Thorn

To keep me from becoming conceited because of these surpassingly great revelations, there was given me a thorn in my flesh, a messenger of Satan, to torment me. Three times I pleaded with the Lord to take it away from me. But he said to me, “My grace is sufficient for you, for my power is made perfect in weakness.” Therefore I will boast all the more gladly about my weaknesses, so that Christ’s power may rest on me.        That is why, for Christ’s sake, I delight in weaknesses, in insults, in hardships, in persecutions, in difficulties. For when I am weak, then I am strong. (2 Cor.12:7-10)

 

 

For those who believe that God sometimes visits sickness on an individual to purify or strengthen him or her through suffering, this passage from Paul’s second letter to the Corinthians is often pointed to as proof for that position. After all, we have all known individuals who suffered through injuries, illnesses or disabilities who grew closer to God and who gave great testimonies of how God had strengthened them in their suffering so that they might endure their trial of sickness and give glory to God. Paul, then, is seen as one of those individuals who struggled with some kind of physical or mental condition but found God unwilling to take it from him so that he might develop absolute dependence on the Lord. That theology  promotes the view that God is not nearly as interested in our physical well-being as in our spiritual condition. Because of that, he visits sickness on some or chooses not to heal others for their spiritual benefit. And for those who hold that view, Paul is their poster child.

 

Let’s examine what Paul said and this particular theological view one more time. First of all we need to be aware of biblical or cultural idioms or figurative expressions. Many of us have used the expression “a thorn in my flesh” ourselves. But think of how we commonly use it. We tend to speak of irritating people who seem to always pick at us or who try to undermine us as “thorns in our flesh.” We might say, “Man, this guy at work is a thorn in my flesh. I just wish he would get transferred to another department or quit all together!” We use that expression because the thorn, the irritant, or the aggravation is external to us just as a thorn is external. Every spring when I am pruning rose bushes I always get pricked or a scraped by thorns. They are not within my flesh but external to it. They don;t “take me out”, they simply aggravate me with a bit of pain and a few drops of blood.

 

Secondly, the expression is used in a couple of other places in the Bible. These would be expressions very familiar to Paul, the Torah (Old Testament) scholar. But if you do not drive out the inhabitants of the land, those you allow to remain will become barbs in your eyes and thorns in your sides. They will give you trouble in the land where you will live. (Num. 33:55). Then you may be sure that the Lord your God will no longer drive out these nations before you. Instead, they will become snares and traps for you, whips on your backs and thorns in your eyes, until you perish from this good land, which the Lord your God has given you. (Josh. 23:13)  These, as well as Paul’s expression are equivalent. They both speak of people who constantly harass and trouble them like thorns that tear at your flesh  as you walk through a field.

 

Paul had such a group that followed him constantly from place to place. As soon as he would preach the gospel of grace, these Jews would come right behind him preaching that salvation came through not only Jesus but the keeping of the Law of Moses. The first chapter of Galatians reveals the level of frustration and anger that Paul felt towards these men. They were constantly his thorn in the flesh – not some besetting illness that God had given him. Notice how he finishes the paragraph thanking God for weaknesses, insults, persecutions, etc. All these fit the use of the idiom culturally and biblically. He does not list diseases as something for which he gives thanks.

 

Jesus himself often warned us of persecutions to come but not disease. When it came to persecution he called us to endure. When it came to sickness he healed it, gave gifts to the church for healing others, and instructed believers to call the elders of the church for healing as soon as they got sick. We have zero examples of Jesus counseling people to desire sickness so that they could grow spiritually or in order to bring glory to God. We have zero examples of Jesus laying hands on someone to make them sick so that they might prosper spiritually. If that were the case, he would have given gets of illness tho the church rather than gifts of healing. God can work in the midst of a catastrophe or a plague or a debilitating disease to bring good out of it – even spiritual growth, but that is a very different thing from causing the illness. God is “the God who heals.”  To give sickness is contrary to his nature.  Even in an evil world, any father who intentionally administered some horrible virus or disease to a son or daughter to “make them better children” would new locked up, yet we often cause God of doing they same.

 

There is much more we could say about Paul’s “thorn in the flesh,” but perhaps this gives you some initial help if your faith for healing has been troubled by that section of scripture and the way in which some have understood it. Be blessed today!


* **TRY IT**
Transcribe the lines below exactly, beginning with the line that holds "Please detect tire in the image." and ending with the final line, both included. Pictures are to be left out.

* **PROVIDED RECORDS**
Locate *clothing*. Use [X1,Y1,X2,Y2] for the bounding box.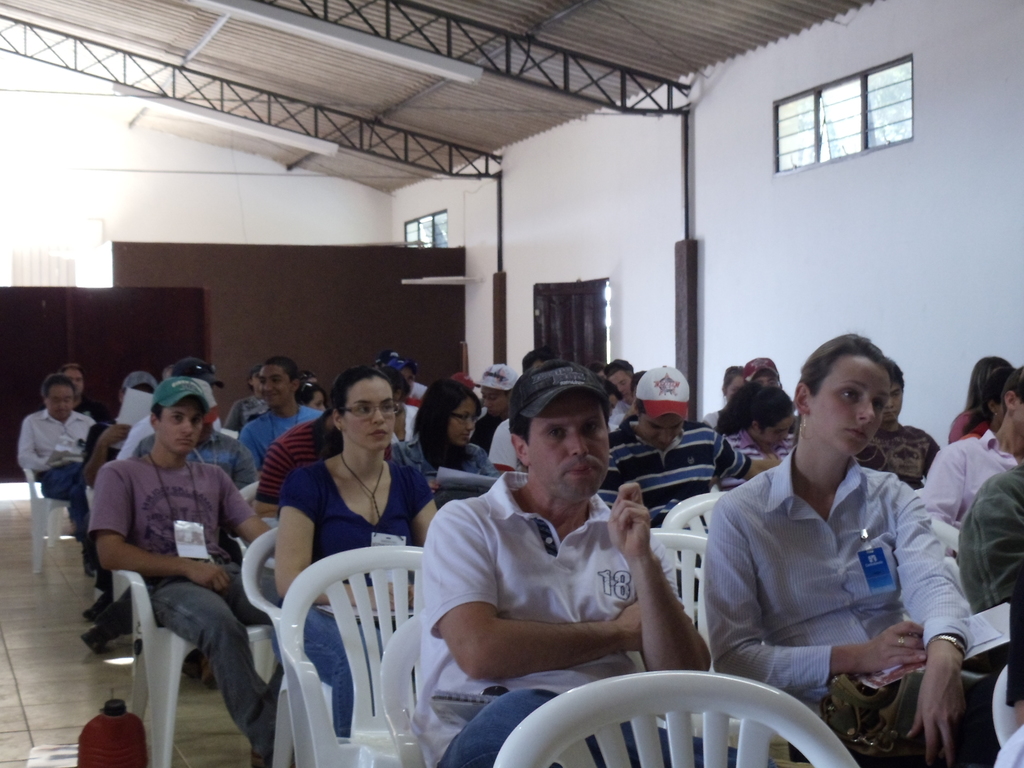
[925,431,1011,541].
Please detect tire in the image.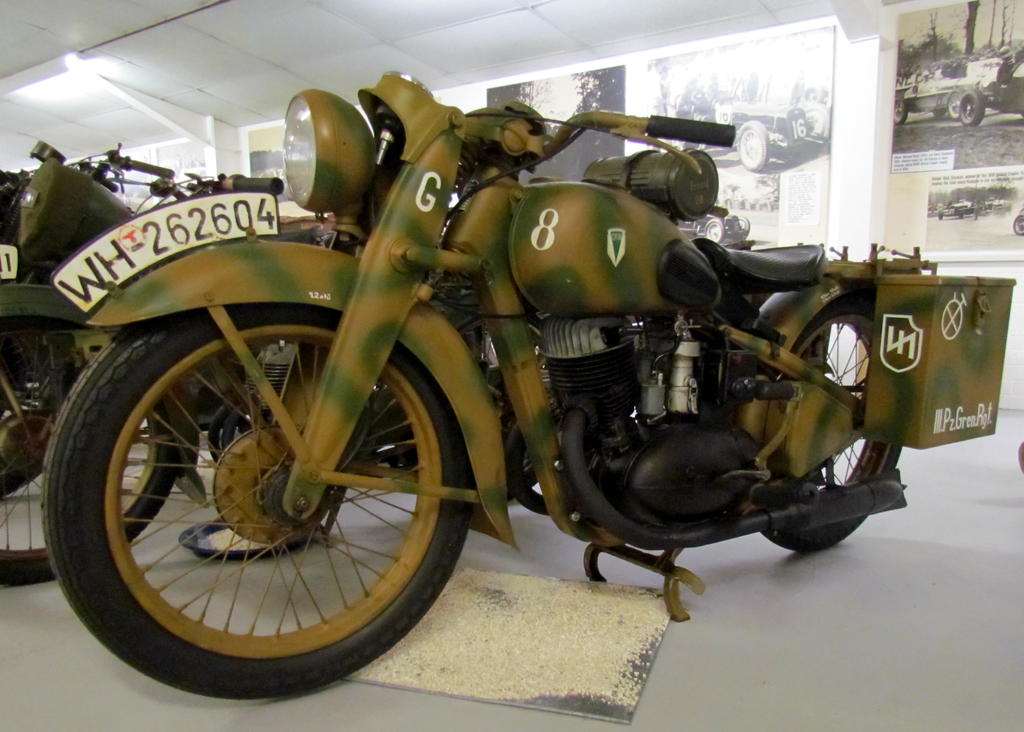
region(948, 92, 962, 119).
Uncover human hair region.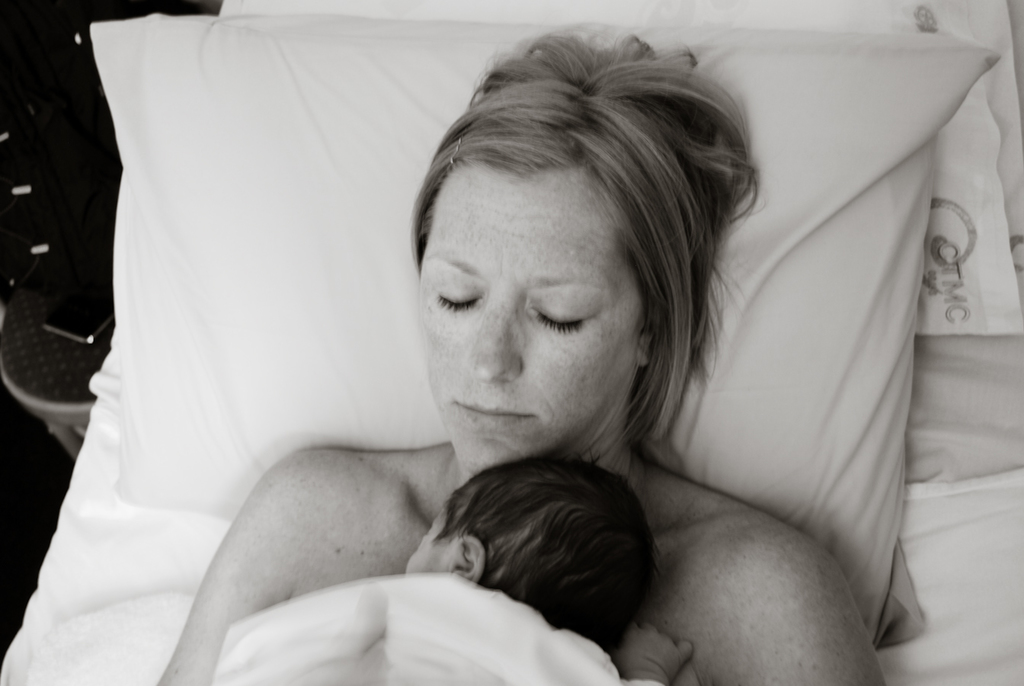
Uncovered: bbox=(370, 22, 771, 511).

* **RESPONSE TO THE EXERCISE**
Please detect tire in the image.
region(948, 92, 962, 119).
Uncover human hair region.
Uncovered: bbox=(370, 22, 771, 511).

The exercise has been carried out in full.